Identity, Ambition, and Losing Yourself in Climbing
Impossibile aggiungere al carrello
Rimozione dalla Lista desideri non riuscita.
Non è stato possibile aggiungere il titolo alla Libreria
Non è stato possibile seguire il Podcast
Esecuzione del comando Non seguire più non riuscita
-
Letto da:
-
Di:
A proposito di questo titolo
In this episode, I talk about one of the most personal and uncomfortable parts of my climbing journey - what happened after I achieved one of my biggest goals.
For years, I built a huge part of my identity around climbing Hubble. It was a dream that gave me direction, purpose, and structure. But when I finally did it, what I felt wasn’t fulfilment.
It was relief.
What followed was burnout, pressure, confusion, and a loss of direction that I kept quiet about for a long time.
In this episode, I explore the relationship between identity and performance, why ambition can become unhealthy when your self-worth depends on outcomes, and how fear of failure and the need for external validation can quietly shape the way we climb.
I also talk about:
- why motivation naturally fluctuates
- how structure reduces cognitive noise and helps create a clearer head
- how performance anxiety often comes from living too far in the future
- why success doesn’t always give you what you thought it would
- and how changing my relationship with climbing helped me find a healthier path forward
This is the first time I’ve spoken openly about this part of my journey.
If any of this resonates with you, and you feel like your identity has become tangled up in your climbing, this is something I often help clients work through as part of my remote coaching.
If you’d like help finding a clearer path forward, feel free to reach out.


__What you have to do__
Across all the entries, tally the lines holding the word "Pressure", and give the number by itself.

[Dataset excerpts]
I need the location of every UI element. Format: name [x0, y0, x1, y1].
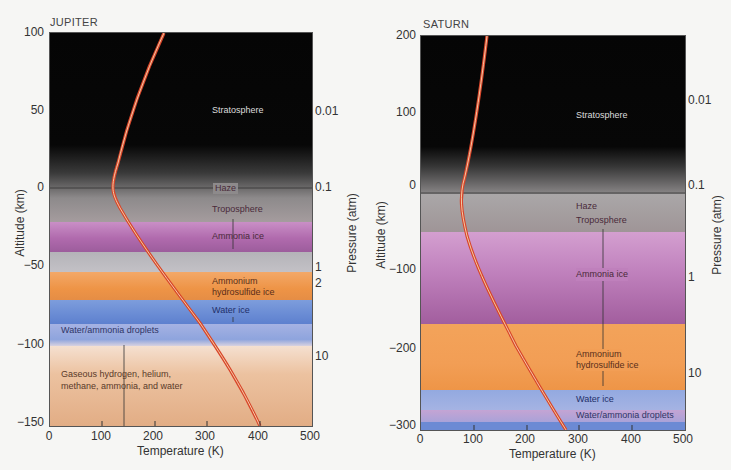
jupiter-y2-tick: 2 — [315, 276, 322, 290]
saturn-y-tick: 100 — [382, 105, 416, 119]
saturn-y-tick: −300 — [382, 418, 416, 432]
saturn-y2-axis-title: Pressure (atm) — [710, 185, 724, 285]
saturn-label-water-ice: Water ice — [576, 394, 614, 405]
saturn-temperature-curve — [421, 36, 685, 430]
jupiter-label-ammonia-ice: Ammonia ice — [212, 231, 264, 242]
saturn-y-tick: −200 — [382, 341, 416, 355]
saturn-title: SATURN — [423, 18, 469, 30]
saturn-y-tick: 200 — [382, 28, 416, 42]
saturn-y2-tick: 0.01 — [688, 93, 711, 107]
jupiter-y2-tick: 1 — [315, 260, 322, 274]
saturn-label-stratosphere: Stratosphere — [576, 110, 628, 121]
saturn-label-troposphere: Troposphere — [576, 215, 627, 226]
saturn-label-ammonium-1: Ammonium — [576, 349, 622, 360]
saturn-x-tick: 0 — [405, 432, 435, 446]
jupiter-title: JUPITER — [50, 16, 98, 28]
saturn-y-axis-title: Altitude (km) — [374, 195, 388, 275]
saturn-x-tick: 100 — [458, 432, 488, 446]
jupiter-label-ammonium-2: hydrosulfide ice — [212, 287, 275, 298]
saturn-y2-tick: 10 — [688, 366, 701, 380]
jupiter-label-gaseous-2: methane, ammonia, and water — [61, 381, 183, 392]
saturn-x-axis-title: Temperature (K) — [509, 447, 596, 461]
saturn-x-tick: 200 — [510, 432, 540, 446]
jupiter-x-tick: 100 — [86, 429, 116, 443]
saturn-y2-tick: 1 — [688, 270, 695, 284]
jupiter-y-tick: −150 — [10, 415, 44, 429]
jupiter-y-tick: −100 — [10, 337, 44, 351]
jupiter-y2-axis-title: Pressure (atm) — [345, 183, 359, 283]
jupiter-label-water-ice: Water ice — [212, 305, 250, 316]
jupiter-x-tick: 300 — [190, 429, 220, 443]
saturn-plot-area: Stratosphere Haze Troposphere Ammonia ic… — [420, 35, 686, 431]
saturn-y2-tick: 0.1 — [688, 178, 705, 192]
jupiter-y2-tick: 0.1 — [315, 180, 332, 194]
jupiter-label-haze: Haze — [213, 183, 238, 194]
saturn-label-haze: Haze — [576, 201, 597, 212]
jupiter-label-stratosphere: Stratosphere — [212, 105, 264, 116]
saturn-x-tick: 500 — [668, 432, 698, 446]
saturn-label-ammonium-2: hydrosulfide ice — [576, 360, 639, 371]
jupiter-x-tick: 400 — [243, 429, 273, 443]
jupiter-y2-tick: 10 — [315, 349, 328, 363]
saturn-x-tick: 400 — [616, 432, 646, 446]
jupiter-y-axis-title: Altitude (km) — [13, 183, 27, 263]
jupiter-x-tick: 200 — [138, 429, 168, 443]
jupiter-label-troposphere: Troposphere — [212, 204, 263, 215]
jupiter-label-gaseous-1: Gaseous hydrogen, helium, — [61, 369, 171, 380]
saturn-y-tick: 0 — [382, 178, 416, 192]
jupiter-label-ammonium-1: Ammonium — [212, 276, 258, 287]
jupiter-x-tick: 0 — [34, 429, 64, 443]
jupiter-panel: JUPITER Stratosphere Haze Troposphere — [0, 0, 365, 470]
jupiter-x-tick: 500 — [295, 429, 325, 443]
saturn-label-ammonia-ice: Ammonia ice — [576, 268, 628, 281]
jupiter-y-tick: 50 — [10, 103, 44, 117]
saturn-label-droplets: Water/ammonia droplets — [576, 410, 674, 421]
jupiter-x-axis-title: Temperature (K) — [137, 444, 224, 458]
saturn-panel: SATURN Stratosphere Haze Troposphere Amm… — [370, 0, 731, 470]
jupiter-y-tick: 100 — [10, 25, 44, 39]
jupiter-label-droplets: Water/ammonia droplets — [61, 325, 159, 336]
jupiter-temperature-curve — [50, 33, 312, 426]
saturn-x-tick: 300 — [563, 432, 593, 446]
jupiter-plot-area: Stratosphere Haze Troposphere Ammonia ic… — [49, 32, 313, 427]
jupiter-y2-tick: 0.01 — [315, 104, 338, 118]
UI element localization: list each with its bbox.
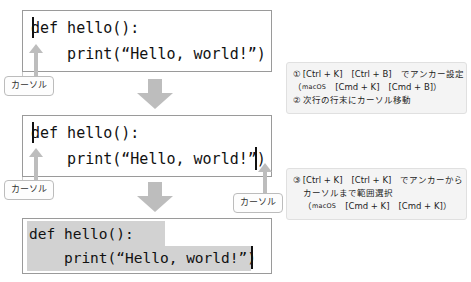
annotation-line-3-text: 次行の行末にカーソル移動 [303,95,411,105]
annotation-line-3: （macOS [Cmd + K] [Cmd + K]） [293,200,459,213]
code-block-2-content: def hello(): print(“Hello, world!”) [23,116,271,176]
code-line-2: print(“Hello, world!”) [29,245,256,271]
annotation-line-1-text: [Ctrl + K] [Ctrl + B] でアンカー設定 [303,69,464,79]
step-marker-2: ② [293,94,301,107]
flow-arrow-down-1 [137,79,173,109]
annotation-panel-2: ③[Ctrl + K] [Ctrl + K] でアンカーから カーソルまで範囲選… [286,168,467,220]
code-line-1: def hello(): [31,120,139,146]
annotation-line-2: （macOS [Cmd + K] [Cmd + B]） [293,81,459,94]
code-line-2: print(“Hello, world!”) [31,41,266,67]
annotation-line-1: ①[Ctrl + K] [Ctrl + B] でアンカー設定 [293,68,459,81]
annotation-panel-1: ①[Ctrl + K] [Ctrl + B] でアンカー設定 （macOS [C… [286,62,467,114]
cursor-label-3: カーソル [233,193,283,213]
code-block-3: def hello(): print(“Hello, world!”) [22,218,272,274]
cursor-pointer-arrow-3 [258,163,272,193]
annotation-line-2-text: [Cmd + K] [Cmd + B]） [326,82,442,92]
code-block-1: def hello(): print(“Hello, world!”) [22,10,272,72]
macos-tag: macOS [312,202,336,210]
cursor-label-1: カーソル [4,76,54,96]
code-block-2: def hello(): print(“Hello, world!”) [22,115,272,177]
paren-open: （ [303,201,312,211]
macos-tag: macOS [302,83,326,91]
step-marker-1: ① [293,68,301,81]
cursor-pointer-arrow-1 [29,44,43,76]
annotation-line-3: ②次行の行末にカーソル移動 [293,94,459,107]
text-caret-end [255,147,257,170]
code-line-2: print(“Hello, world!”) [31,146,266,172]
step-marker-3: ③ [293,174,301,187]
paren-open: （ [293,82,302,92]
text-caret-end [251,246,253,269]
annotation-line-1: ③[Ctrl + K] [Ctrl + K] でアンカーから [293,174,459,187]
flow-arrow-down-2 [137,182,173,212]
code-line-1: def hello(): [29,221,134,247]
cursor-pointer-arrow-2 [29,148,43,180]
annotation-line-3-text: [Cmd + K] [Cmd + K]） [336,201,452,211]
code-line-1: def hello(): [31,15,139,41]
cursor-label-2: カーソル [4,180,54,200]
code-block-1-content: def hello(): print(“Hello, world!”) [23,11,271,71]
annotation-line-1-text: [Ctrl + K] [Ctrl + K] でアンカーから [303,175,464,185]
code-block-3-content: def hello(): print(“Hello, world!”) [23,219,271,273]
annotation-line-2: カーソルまで範囲選択 [293,187,459,200]
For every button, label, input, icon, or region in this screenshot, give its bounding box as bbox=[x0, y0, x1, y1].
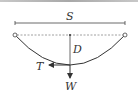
tension-label: T bbox=[36, 60, 45, 73]
span-label: S bbox=[66, 10, 74, 23]
weight-label: W bbox=[65, 80, 78, 93]
sag-label: D bbox=[72, 43, 82, 56]
span-dimension: S bbox=[15, 10, 125, 25]
right-support-icon bbox=[123, 33, 127, 37]
sag-diagram: S D T W bbox=[0, 0, 138, 100]
left-support-icon bbox=[13, 33, 17, 37]
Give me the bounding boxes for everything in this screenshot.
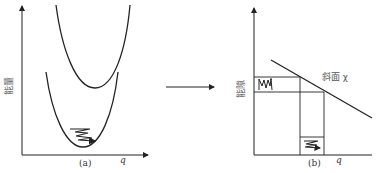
upper-parabola bbox=[56, 5, 130, 88]
panel-a: 能量 (a) q bbox=[3, 5, 148, 168]
lower-parabola bbox=[46, 72, 118, 147]
caption-b: (b) bbox=[308, 158, 321, 168]
panel-b: 能隙 斜面 χ (b) q bbox=[235, 8, 372, 168]
y-axis-label: 能隙 bbox=[235, 80, 246, 98]
diagram: 能量 (a) q 能隙 斜面 χ (b) q bbox=[0, 0, 376, 173]
horizontal-vibration-icon bbox=[304, 141, 320, 148]
vibrational-relaxation-icon bbox=[70, 129, 95, 141]
vertical-vibration-icon bbox=[259, 78, 272, 90]
x-axis-label: q bbox=[336, 155, 342, 165]
x-axis-label: q bbox=[120, 155, 126, 165]
slope-line bbox=[271, 60, 372, 118]
caption-a: (a) bbox=[79, 158, 91, 168]
y-axis-label: 能量 bbox=[3, 77, 14, 95]
slope-label: 斜面 χ bbox=[322, 71, 348, 82]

__Written reply__
2